Judicial usurpation seems to have reached a crescendo with cases concerning the right to life. Roe versus Wade was decided extra-constitutionally, and the Federal courts have time and again denied the states any power to control abortion, acting not to apply the law but to re-write or contravene it. The courts have even gone so far as to use foreign law to justify usurpation of legislative rights and the effective abrogation of the Constitution.
One of your correspondents says, "The courts then stand separately and interpret what the laws say." INCORRECT. It is the duty of the courts to apply the law, and to obey it themselves unless some clear constitutional conflict exists.
Another writer states, "...religious extremists that are more interested in one woman's "life" than in the rule of law." CONFLICTED REASONING. The founding document of our nation calls for the right to "life, liberty and the pursuit of happiness." The law, by any rational interpretation, does not allow the execution of a person who has not been tried and convicted of an appropriate crime. Terri Schiavo is guilty of no crime yet she has been condemned to death by not just removing a form of "treatment", the feeding tube, but by being denied all sustenance no matter how delivered or by whom.
[This became clear when "protestors," even children, were arrested at the hospice for trying to give Terri a drink of water after the tube had been removed.--Jen]
Another, "...in this country, when families can't agree courts must decide. How else would you like this issue to be settled? By Congress?" MISSING THE POINT. Legislatures decide issues, courts apply the law.
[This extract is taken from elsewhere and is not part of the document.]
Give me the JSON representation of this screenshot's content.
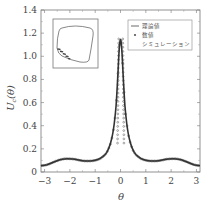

In this case the courts are ignoring laws specifically passed to deal with this issue.
Still another, "If we are to have ordered liberty in this country, we need to respect the court system and the process of the law, not trash them." WRONG. The interests of liberty and constitutionality require that we rein in the courts and stop their ongoing takeover of legislative powers.
Ben Stein gets on my nerves quite a bit with his whining about his career, fortune, and family. But on issues of liberty and patriotism he could not be more correct. The main danger to our liberties is presently the courts. It is very unfortunate that Congress did not take advantage of this opportunity to insist upon legislative primacy with regard to writing the law, and that the President did not find it in himself to use his Constitutional powers to enforce the rather tentative law that Congress did pass. God help us if this continues.
-- Richard Donley
Well, God Bless you, Richard Donley for putting the issue so plainly and so correctly!
Betcha you're a lawyer and a d*mn good one.
(BTW, the Reader Mail at the American Spectator is a must read for me; it's that good.)
To address his last point, I don't why Congress, President Bush and Gov. Bush didn't do more to see that Terri's right to life was protected, but "Washington (not Houston,) we have a problem."
A very big problem--Look for the black robes.
What we do about it, with God's help, will make all the difference for millions of lives.
If 40 million babies have been aborted since the passage of Roe v. Wade and with the passing of poor voiceless Terri Schiavo, millions of lives have already been lost.
Pay attention: the life you save may be your own.
After Terri's case, how hard will it be for your "guardian" to ask your local court to take out your "life support" should you become incapacitated because that's "what you would have wanted?"